I present a new procedure: higher order derivatives can be used to identify gesture onsets. High order derivatives are generally associated with signal noise, and therefore not considered to be meaningful. More broadly, however, they reflect the jaggedness or un-smoothness of a signal, which can derive from sources other than random noise.
I demonstrate that such jaggedness at gesture onsets is both predicted by the task dynamic model of speech production (Saltzman & Munhall 1989) and observed in real EMA data. Articulator trajectories generated with the Task Dynamics Application (TADA) Matlab implementation of this model (Nam & Goldstein 2004) show a pattern of increasing activity around changes in gestural activation and decreasing activity elsewhere as successive derivatives are taken.

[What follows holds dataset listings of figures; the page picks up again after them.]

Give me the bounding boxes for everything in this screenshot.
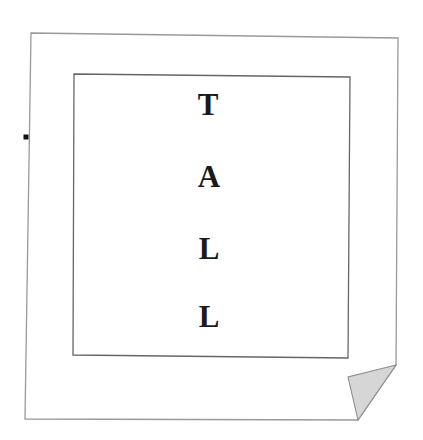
paper-illustration: T A L L [0,0,423,440]
letter-4: L [199,299,220,334]
letter-1: T [198,87,219,122]
letter-3: L [199,231,220,266]
left-edge-marker-dot [24,135,29,140]
image-canvas: T A L L [0,0,423,440]
letter-2: A [198,159,221,194]
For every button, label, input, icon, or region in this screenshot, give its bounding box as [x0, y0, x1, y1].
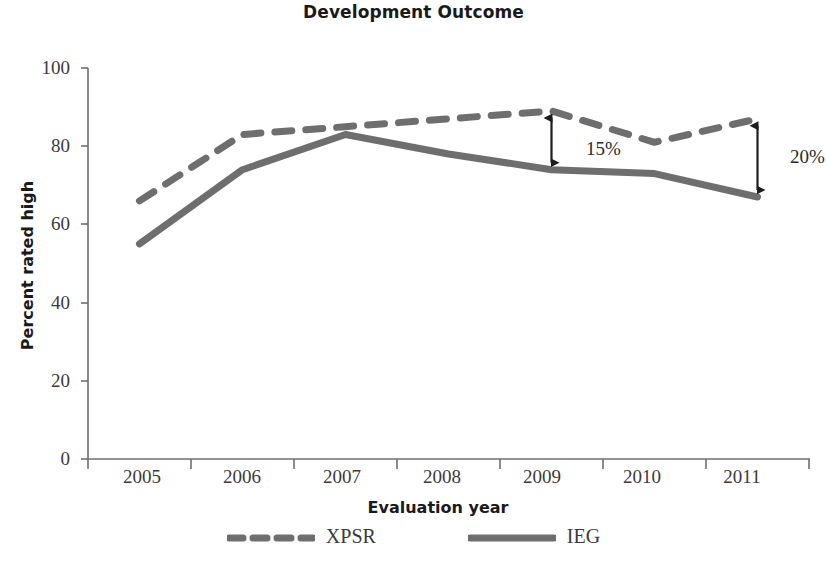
legend-entry-ieg: IEG — [468, 525, 600, 548]
chart-legend: XPSR IEG — [0, 525, 827, 548]
legend-swatch-xpsr — [227, 534, 315, 540]
legend-label-xpsr: XPSR — [326, 525, 376, 548]
plot-area — [0, 0, 827, 562]
legend-label-ieg: IEG — [567, 525, 600, 548]
chart-container: Development Outcome Percent rated high 1… — [0, 0, 827, 562]
series-line-ieg — [140, 135, 758, 244]
x-tick-marks — [88, 459, 809, 469]
legend-swatch-ieg — [468, 534, 556, 540]
legend-entry-xpsr: XPSR — [227, 525, 376, 548]
y-tick-marks — [81, 68, 88, 459]
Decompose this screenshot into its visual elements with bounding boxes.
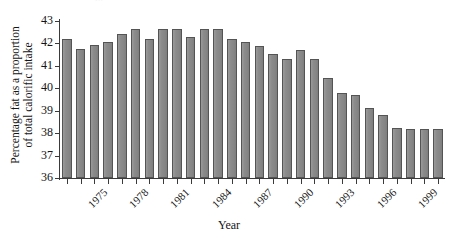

This was confirmed in EMA data on glides, demonstrating not only that the effect is real, but that it can be measurable above other noise. Activation noise can be isolated with targeted filtering, and may yield new insights into speech motor control.
9th December 2020
Rachel Vogel presents paper at NELS 51
Rachel Vogel presented a paper titled "Domain Generalization: the case of vowel devoicing in Cheyenne" at the 51st Annual Meeting of the North East Linguistics Society (NELS 51), held Nov 6-8, 2020
Paper Abstract:
Domain generalization has been proposed to account for phonological effects that are phonetically motivated in utterance-final position but appear in other domain-final contexts where they are less well-motivated.[1] In this paper, I examine two processes of vowel devoicing (VD) in Cheyenne (Algonquian, spoken in Montana and Oklahoma),[2] a phrase-level one that is clearly phonetically grounded, and a word-level one that at first glance appears to be somewhat idiosyncratic.
Specifically, I show that while these processes appear on the surface to be quite distinct, they can in fact be unified in terms of domain generalization as the same type of well-motivated edge devoicing phenomenon applying at multiple domains. I further demonstrate that this result is directly predicted within a Stratal OT framework.